Emil's grandfather is a longtime Red. He went to Russia during the revolution and all about the communist revolution. Emil is tired of his grandfather's lectures. Emil is pretty much alone. He is getting a cold shoulder at work and all his past love affairs have been war and post-war relationships of convenience with women needing protection or dealing with personal trauma.

Emil is unhappy and demands a case from the homicide division's boss. Boss gives Emil a meaningless filing task but Emil attacks the job, returns the files, and demands a case. Boss says, "Well, there is this one minor killing" and sends Emil to a death scene. Emil gets there, looks around, and realizes the corpes is a once highly placed commie. "Uh-oh. A politically connected dead guy? There's no way I'm winning this scenario."

Anyhoo. Emil starts investigating and meets the not-so-grieving Widow who was separated from her money grubbing husband. Emil gets hot and heavy for widow. More things happen and spoilers await.

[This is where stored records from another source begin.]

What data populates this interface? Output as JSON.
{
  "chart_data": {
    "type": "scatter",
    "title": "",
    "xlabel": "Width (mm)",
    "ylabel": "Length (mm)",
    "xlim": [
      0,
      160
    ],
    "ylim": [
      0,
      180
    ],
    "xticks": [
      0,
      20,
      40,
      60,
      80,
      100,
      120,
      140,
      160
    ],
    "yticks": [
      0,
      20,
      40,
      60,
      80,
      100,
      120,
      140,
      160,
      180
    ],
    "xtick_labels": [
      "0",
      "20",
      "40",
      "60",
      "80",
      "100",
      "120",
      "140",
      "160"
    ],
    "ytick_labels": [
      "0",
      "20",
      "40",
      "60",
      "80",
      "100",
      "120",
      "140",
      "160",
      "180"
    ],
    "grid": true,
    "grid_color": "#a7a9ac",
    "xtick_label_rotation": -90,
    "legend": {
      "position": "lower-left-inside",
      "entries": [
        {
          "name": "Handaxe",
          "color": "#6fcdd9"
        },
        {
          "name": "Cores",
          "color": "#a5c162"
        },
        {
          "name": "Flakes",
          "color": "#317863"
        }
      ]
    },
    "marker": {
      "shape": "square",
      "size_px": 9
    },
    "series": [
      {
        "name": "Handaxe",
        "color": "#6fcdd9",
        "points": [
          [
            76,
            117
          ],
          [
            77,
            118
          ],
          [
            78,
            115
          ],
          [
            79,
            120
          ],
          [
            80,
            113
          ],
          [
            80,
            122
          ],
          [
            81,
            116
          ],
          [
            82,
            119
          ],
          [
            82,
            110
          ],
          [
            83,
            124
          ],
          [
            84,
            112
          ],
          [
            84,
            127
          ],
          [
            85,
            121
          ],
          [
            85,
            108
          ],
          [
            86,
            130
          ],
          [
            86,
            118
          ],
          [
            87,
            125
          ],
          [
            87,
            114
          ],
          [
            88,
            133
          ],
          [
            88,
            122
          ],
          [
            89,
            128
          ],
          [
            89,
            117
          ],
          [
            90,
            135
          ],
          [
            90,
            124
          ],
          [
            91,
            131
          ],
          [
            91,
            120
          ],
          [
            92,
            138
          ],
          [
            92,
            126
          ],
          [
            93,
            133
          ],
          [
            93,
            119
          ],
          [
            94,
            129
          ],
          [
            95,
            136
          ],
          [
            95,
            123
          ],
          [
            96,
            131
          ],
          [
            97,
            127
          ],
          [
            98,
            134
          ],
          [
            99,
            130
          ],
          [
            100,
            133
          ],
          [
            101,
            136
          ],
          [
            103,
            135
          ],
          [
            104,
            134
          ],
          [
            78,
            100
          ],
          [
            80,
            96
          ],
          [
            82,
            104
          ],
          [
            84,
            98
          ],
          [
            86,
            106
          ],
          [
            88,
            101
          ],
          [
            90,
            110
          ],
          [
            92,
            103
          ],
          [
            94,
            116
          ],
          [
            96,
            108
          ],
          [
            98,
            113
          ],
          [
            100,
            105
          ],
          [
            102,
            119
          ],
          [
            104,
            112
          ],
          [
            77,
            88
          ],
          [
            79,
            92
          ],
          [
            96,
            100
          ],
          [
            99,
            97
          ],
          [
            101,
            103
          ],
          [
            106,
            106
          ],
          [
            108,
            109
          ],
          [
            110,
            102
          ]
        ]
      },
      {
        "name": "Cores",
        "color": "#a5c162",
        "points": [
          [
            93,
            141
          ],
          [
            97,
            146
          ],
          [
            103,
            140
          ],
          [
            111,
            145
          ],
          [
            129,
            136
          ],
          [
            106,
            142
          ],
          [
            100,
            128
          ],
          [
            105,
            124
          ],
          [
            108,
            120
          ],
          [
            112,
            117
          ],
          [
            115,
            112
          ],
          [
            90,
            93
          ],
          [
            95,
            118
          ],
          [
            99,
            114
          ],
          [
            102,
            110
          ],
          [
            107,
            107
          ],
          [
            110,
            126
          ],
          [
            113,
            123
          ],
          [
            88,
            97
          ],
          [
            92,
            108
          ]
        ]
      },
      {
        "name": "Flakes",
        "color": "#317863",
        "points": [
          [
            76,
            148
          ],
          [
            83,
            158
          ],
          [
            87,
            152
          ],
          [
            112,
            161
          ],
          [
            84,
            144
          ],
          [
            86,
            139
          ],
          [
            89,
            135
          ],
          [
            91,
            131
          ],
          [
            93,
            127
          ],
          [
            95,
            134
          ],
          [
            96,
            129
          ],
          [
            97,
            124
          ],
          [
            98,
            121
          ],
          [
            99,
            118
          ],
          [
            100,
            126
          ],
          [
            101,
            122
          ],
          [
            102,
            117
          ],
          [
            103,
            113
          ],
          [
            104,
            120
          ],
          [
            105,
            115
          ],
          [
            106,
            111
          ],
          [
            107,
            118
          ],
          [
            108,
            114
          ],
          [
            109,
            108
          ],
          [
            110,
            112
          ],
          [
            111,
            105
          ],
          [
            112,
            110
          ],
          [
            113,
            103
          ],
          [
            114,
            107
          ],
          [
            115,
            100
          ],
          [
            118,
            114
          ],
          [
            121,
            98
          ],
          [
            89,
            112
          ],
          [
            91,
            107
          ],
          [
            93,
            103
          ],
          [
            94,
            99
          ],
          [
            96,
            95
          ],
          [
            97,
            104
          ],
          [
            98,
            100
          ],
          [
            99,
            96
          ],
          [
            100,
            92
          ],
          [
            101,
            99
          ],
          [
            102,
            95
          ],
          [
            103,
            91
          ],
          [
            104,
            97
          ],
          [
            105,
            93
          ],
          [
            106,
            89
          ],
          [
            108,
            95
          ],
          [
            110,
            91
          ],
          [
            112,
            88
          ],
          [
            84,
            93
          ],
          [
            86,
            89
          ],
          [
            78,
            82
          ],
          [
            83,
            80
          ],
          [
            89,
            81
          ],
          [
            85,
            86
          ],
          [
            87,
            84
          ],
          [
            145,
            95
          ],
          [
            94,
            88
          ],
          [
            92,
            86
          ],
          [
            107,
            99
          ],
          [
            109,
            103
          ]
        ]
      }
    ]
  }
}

Emil finds out the Corpse was blackmailing a rising star ready to enter the ruling council of commies. Emil is shot by the mysterious man who seems to be working with Council Commie. More things happen and the homicide dicks decide Emil is a righeous dude. Emil discovers the Council Commie used to work for the Nazis and rolled up spies for the Krauts. Council Dude then switched sides to the Reds and used his Nazi experience to slaughter a bunch of Hitler Youth he used to command.

More things happen and there is a mostly happy ending.

Spoilers over. As spy novels go this is smaller scale. No big international schemes and conspiracies. Hell, this not really a spy novel anyway. This is a murder case where the detective has to visit Berlin to chase leads and then has to maneuver to avoid the powerful political guy's reach.

I say read some Alan Furst books if you want to try Eastern Europe espionage world war and post-world war stories.